Carl Mullaney as Albin.
Photo credit: Johan Persson.
It was written by two gay men – veteran composer/lyricist Jerry Herman and Harvey Fierstein, who wrote the book and had provided Broadway with one of its most haunting and radical plays about gay life being led unapologetically and authentically in Torch Song Trilogy the year before, putting himself centre stage in his own Tony Award winning play.
La Cage broke the mould in being a family musical about a different kind of family – one where two men bring up the biological son of one of them – long before such alternative families had become normalized. But given the current attacks on the trans community in America and in Britain too, this show is still another sort of trans entirely: transgressive and boldly confrontational in its direct challenging of bigotry, set in a St Tropez drag nightclub of which Georges and Albin are respectively manager and star.
Bill Carter as Georges.
Photo credit: Johan Persson.
When Georges’s son Jean-Michel, now 24, returns home and announces his plans to get married (to a woman, no less!), a giddy and dizzying farce is set in motion, as the bride’s father is the leader of the Tradition, Family and Morality party whose mission is to close down all the drag clubs on the Riviera if and when he gets elected.
A show that was radically ahead of its time when it first premiered on Broadway four decades ago remains amazingly still pertinent – and thrillingly impertinent too at times – now. An all-queer creative team – led by Regent Park Open Air Theatre’s artistic director Tim Sheader, in his final show here before he takes over the Donmar Warehouse next year – truly own it, as do both the gay leads, joyously and unapologetically. While the likes of Graham Norton, John Barrowman, and John Partridge have variously played the role of Albin in the last West End and touring revival (which originated at the Menier Chocolate Factory), this is the first time that both leads are being played by out gay actors in a major production, and it gives it new weight and plausibility to the evening.
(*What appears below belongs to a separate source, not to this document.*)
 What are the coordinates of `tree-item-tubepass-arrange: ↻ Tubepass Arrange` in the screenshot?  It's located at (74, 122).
The biggest triumph of the night is Carl Mullaney’s Albin, who in full drag looks like a cross between Barbara Cartland and Barbara Cook. His raging and defiant delivery of “I am what I am” at the end of the first act is a heartfelt statement of owning his place in the world.
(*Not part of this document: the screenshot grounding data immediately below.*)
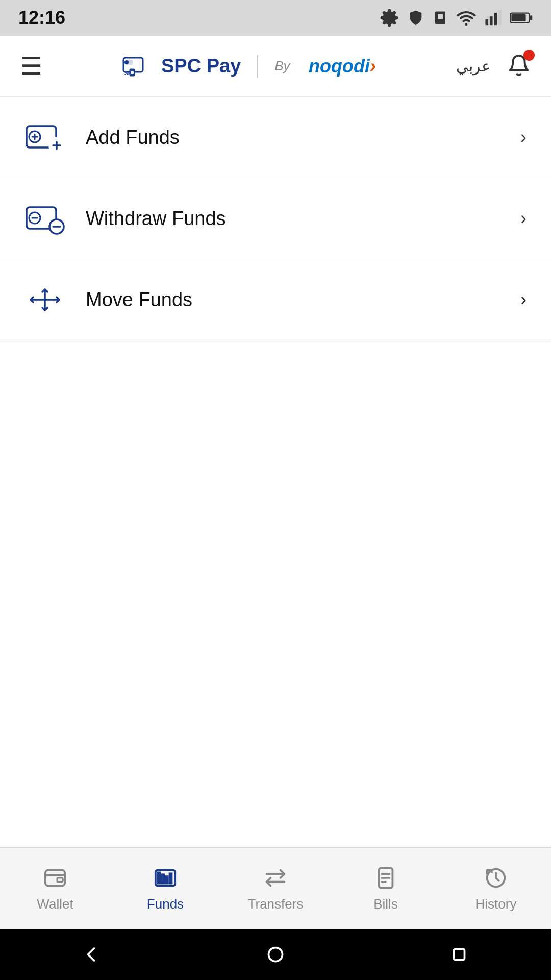  I want to click on move-funds-icon, so click(45, 300).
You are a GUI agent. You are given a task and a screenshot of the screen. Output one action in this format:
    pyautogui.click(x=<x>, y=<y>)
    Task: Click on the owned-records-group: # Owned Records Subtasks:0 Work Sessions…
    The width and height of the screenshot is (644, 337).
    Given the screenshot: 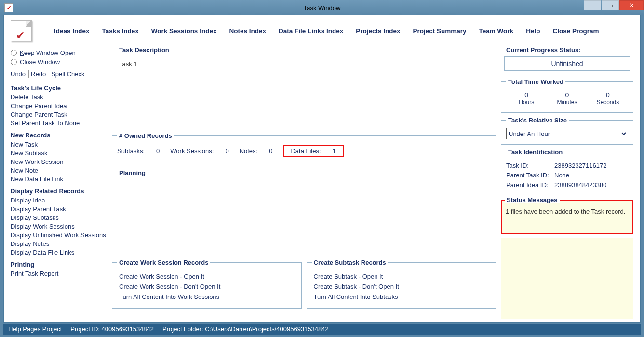 What is the action you would take?
    pyautogui.click(x=304, y=148)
Also adding to authenticity is Sheader’s decision to have the actors speak in their indigenous accents, so that Billy Carter’s suave but impish Georges has a Northern Irish Belfast lilt, for instance, while Debbie Kurup’s Jacqueline – who runs a swanky restaurant on the Riviera that bears her name – is pure Geordie.
But the main accent of this production – and it’s no accident – is of celebration and joy in the now iconic story of liberation it presents. Les Cagelles – the drag chorus of pleasingly diverse body types and races in this version – sing of how “We face life though it’s sometimes sweet and sometimes bitter; / Face life, with a little guts and lots of glitter. / Look under our frocks: Girdles and jocks, / Proving we are what we are!”
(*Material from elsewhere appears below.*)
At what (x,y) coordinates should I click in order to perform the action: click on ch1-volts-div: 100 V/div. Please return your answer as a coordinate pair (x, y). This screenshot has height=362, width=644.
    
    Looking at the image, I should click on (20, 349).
There’s guts and glitter aplenty here, thanks in particular to the slightly seedy glamour of Colin Richmond’s visualization of the backstage and onstage life of this drag club, and Ryan Dawson Laight’s extravagantly OTT costumes. Howard Hudson lights it with garish colour as day fades to night in this outdoor theatre.
Of course, an occupational hazard here is the weather, and the official press performance had to be abandoned about 40 minutes in – just as one of the characters observed, “it’s starting to rain”, which was possibly testing providence. So I had to return three nights later to see the whole show. Unfortunately John Owen-Jones, who plays the brief but important role of the bride’s bigoted father Edward Dindon, had a chest infection which caused him to lose his voice, so he was replaced by the able and very funny understudy Craig Armstrong the second time I saw it.
Jerry Herman wrote many anthemic standards for leading ladies in a career that stretched from massive hits like Hello, Dolly! and Mame to lesser flops like Mack and Mabel and Dear World. But his singular signature was always his sheer melodic brilliance and crisp, witty lyrics, and La Cage is like enjoying a warm bath of aural and verbal delight. “We import the drinks that you buy, so our Perrier is Canada Dry!” is an irresistibly playful example.
This is a highly affectionate, never affected, but always affecting production of a show that’s a true delight to see again.